Frontiers in Energy Research (Sep 2017)
Estimating the Energy Content of Wastewater Using Combustion Calorimetry and Different Drying Processes
Abstract
The energy content of wastewater is routinely assessed by chemical oxygen demand (COD) measurements that only provide an incomplete picture and the data fundament of other energy parameters remains scarce. The volumetric heat of combustion (ΔCH) of raw wastewater from a municipal wastewater treatment plant (WWTP) was assessed using oven drying method (ΔCHvol = −6.8 ± 4.3 kJ L−1, n = 20) and freeze drying method (ΔCHvol = −20.2 ± 9.7 kJ L−1, n = 6) illustrating the substantial loss during the oven drying approach. Normalizing ΔCH to COD of raw wastewater yielded −6.2 ± 3.5 kJ gCOD−1 for oven-dried samples (n = 14) and −13.0 ± 1.6 kJ gCOD−1 for freeze-dried samples (n = 3). A subsequent correlation analysis with further chemical wastewater parameters revealed a dependency of ΔCHvol on COD, total organic carbon (TOC), C:N ratio, and total sulfur content. To verify these correlations, wastewater of a second WWTP was sampled and analyzed. Only COD and TOC were in accordance with the data set from the first WWTP representing potential predictors for the chemical energy stored in wastewater for comparable WWTPs. Unfortunately, during the most practical method (oven drying), a certain loss of volatile compounds is inevitable so that the derived ΔCHvol systematically underestimates the total energetic potential of wastewater. Nevertheless, this work expands the, so far, little data fundament on the energy resource wastewater and implies the requirement for further long-term studies on different sites and different wastewater types with a highly standardized sample treatment protocol.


Requirement:
State how many lines below hold the word "legend". Give that number and no other text.

Record set:
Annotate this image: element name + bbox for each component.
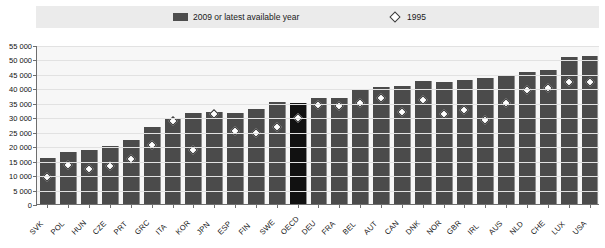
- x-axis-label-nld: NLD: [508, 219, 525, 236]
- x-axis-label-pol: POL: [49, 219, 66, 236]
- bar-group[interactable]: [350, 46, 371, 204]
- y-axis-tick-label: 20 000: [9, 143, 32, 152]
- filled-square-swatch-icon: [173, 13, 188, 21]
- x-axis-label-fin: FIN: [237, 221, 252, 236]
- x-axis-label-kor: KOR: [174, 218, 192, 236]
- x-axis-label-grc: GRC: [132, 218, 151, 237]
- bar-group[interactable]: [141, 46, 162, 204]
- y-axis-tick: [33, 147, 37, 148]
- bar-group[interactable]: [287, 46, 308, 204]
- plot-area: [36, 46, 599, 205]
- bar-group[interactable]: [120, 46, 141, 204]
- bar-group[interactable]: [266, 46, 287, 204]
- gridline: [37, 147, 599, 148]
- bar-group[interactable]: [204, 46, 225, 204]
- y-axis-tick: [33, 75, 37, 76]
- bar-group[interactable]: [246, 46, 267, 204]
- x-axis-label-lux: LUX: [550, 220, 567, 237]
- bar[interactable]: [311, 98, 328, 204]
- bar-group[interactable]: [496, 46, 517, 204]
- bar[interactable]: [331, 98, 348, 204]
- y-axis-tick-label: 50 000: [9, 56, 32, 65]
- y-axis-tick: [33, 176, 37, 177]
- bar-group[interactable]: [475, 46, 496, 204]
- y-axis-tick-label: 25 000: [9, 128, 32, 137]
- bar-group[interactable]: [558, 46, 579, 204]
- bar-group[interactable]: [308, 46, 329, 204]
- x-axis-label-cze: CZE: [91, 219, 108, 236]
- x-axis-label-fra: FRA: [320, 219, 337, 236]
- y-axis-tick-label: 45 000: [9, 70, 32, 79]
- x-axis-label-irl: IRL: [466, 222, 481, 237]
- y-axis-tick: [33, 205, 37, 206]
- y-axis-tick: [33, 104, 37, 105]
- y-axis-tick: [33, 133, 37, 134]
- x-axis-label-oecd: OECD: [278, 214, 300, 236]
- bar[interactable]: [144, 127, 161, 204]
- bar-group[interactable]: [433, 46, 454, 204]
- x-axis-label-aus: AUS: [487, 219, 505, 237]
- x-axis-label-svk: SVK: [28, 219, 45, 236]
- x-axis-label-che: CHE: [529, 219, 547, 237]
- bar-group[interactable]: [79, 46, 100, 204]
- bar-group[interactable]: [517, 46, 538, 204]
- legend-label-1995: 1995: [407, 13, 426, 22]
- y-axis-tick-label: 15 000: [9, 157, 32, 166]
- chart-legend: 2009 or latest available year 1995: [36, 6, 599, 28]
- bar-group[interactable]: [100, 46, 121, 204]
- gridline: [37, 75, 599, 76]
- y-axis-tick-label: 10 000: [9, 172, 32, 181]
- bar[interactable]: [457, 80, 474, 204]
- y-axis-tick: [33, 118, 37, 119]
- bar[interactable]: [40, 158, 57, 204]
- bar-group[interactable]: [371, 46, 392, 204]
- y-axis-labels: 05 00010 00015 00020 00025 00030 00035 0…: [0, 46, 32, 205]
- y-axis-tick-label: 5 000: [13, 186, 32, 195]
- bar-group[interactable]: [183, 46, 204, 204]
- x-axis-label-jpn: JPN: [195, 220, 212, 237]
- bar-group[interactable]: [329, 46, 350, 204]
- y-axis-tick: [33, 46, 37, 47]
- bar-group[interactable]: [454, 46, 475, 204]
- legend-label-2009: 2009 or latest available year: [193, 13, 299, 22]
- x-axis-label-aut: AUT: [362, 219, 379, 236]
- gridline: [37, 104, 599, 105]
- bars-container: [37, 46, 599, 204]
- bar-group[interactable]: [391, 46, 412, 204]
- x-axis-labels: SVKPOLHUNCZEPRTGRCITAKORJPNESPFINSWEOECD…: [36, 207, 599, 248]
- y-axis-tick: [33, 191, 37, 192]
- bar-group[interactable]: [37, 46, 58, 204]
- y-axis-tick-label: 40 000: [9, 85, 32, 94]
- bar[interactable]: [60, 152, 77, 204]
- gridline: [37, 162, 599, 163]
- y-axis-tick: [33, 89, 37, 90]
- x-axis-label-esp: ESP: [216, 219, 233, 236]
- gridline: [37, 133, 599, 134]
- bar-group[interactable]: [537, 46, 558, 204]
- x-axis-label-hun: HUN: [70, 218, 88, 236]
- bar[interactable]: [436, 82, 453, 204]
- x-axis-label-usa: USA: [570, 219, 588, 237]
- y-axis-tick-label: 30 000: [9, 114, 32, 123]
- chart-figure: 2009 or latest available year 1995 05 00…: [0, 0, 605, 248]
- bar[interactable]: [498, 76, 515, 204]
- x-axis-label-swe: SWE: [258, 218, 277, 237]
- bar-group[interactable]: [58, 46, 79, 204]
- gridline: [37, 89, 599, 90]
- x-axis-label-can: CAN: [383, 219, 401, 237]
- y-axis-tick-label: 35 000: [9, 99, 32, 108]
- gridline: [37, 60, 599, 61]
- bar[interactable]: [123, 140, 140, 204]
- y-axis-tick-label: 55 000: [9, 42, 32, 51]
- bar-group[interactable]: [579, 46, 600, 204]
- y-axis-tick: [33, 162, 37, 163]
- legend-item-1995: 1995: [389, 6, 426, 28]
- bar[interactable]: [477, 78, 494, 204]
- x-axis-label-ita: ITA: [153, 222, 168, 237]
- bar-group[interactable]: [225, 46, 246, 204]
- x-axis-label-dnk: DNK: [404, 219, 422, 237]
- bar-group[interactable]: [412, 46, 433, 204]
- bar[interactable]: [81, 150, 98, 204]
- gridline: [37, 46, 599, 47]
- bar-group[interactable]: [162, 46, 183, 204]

Finished exercise:
4